If not law firms, who should be responsible for testing legal AI tools?

One option is to follow the model set forth by the National Institute of Standards and Technology, or NIST. Ho said that NIST's testing of facial recognition software has kept vendors in that space more honest, but developing a NIST version for the legal field would require a lot of resources.

Another option is to have law librarians take the lead in evaluating these tools.

In the wake of Stanford's study, a quartet of law librarians from Harvard, Ohio State University and the University of Oklahoma proposed using legal research tasks based on existing data to test generative AI platforms.
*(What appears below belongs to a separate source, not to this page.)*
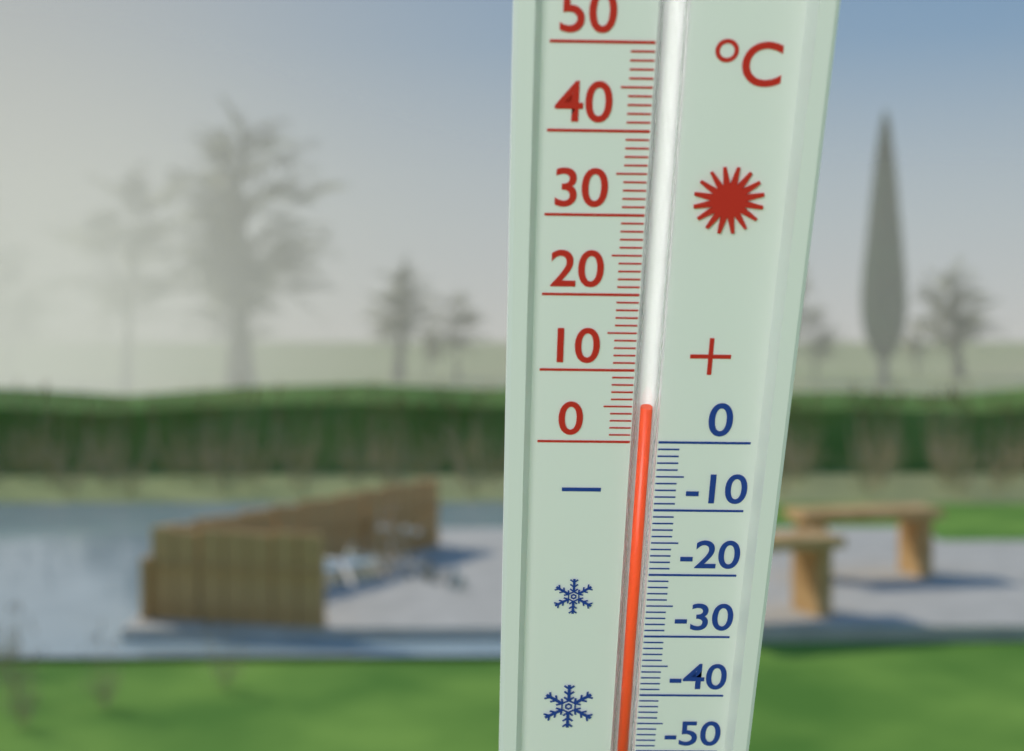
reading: 5 °C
The proposal was announced in a blog in late May with plans to develop this project into an academic study.

Whether through law librarians, academic researchers or publicly funded organizations, benchmarking the hallucination rates of AI platforms is important because law firms are trying to determine the best tools to acquire.

"It's really difficult if you can't compare products and you just have to make your way through a set of marketing claims," Ho said.

Ho added that law firms should use their purchasing power to demand that vendors publicly benchmark their AI products to ensure their marketing claims are warranted.

Failure to evaluate claims of hallucination in public could be devastating to the legal industry.

"We could get a race to the bottom, where those with the most grandiose marketing claims capture the market," Ho said. "That could really harm firms that are really trying to do this right and ultimately cause grave harm in legal practice and to clients."

--Editing by Robert Rudinger.

Update: This story has been updated with additional information about the study.

Law360 is owned by LexisNexis Legal & Professional, a RELX Group company.

Technically Speaking is a column by Steven Lerner. The opinions expressed are those of the author and do not necessarily reflect the views of Portfolio Media Inc. or any of its respective affiliates.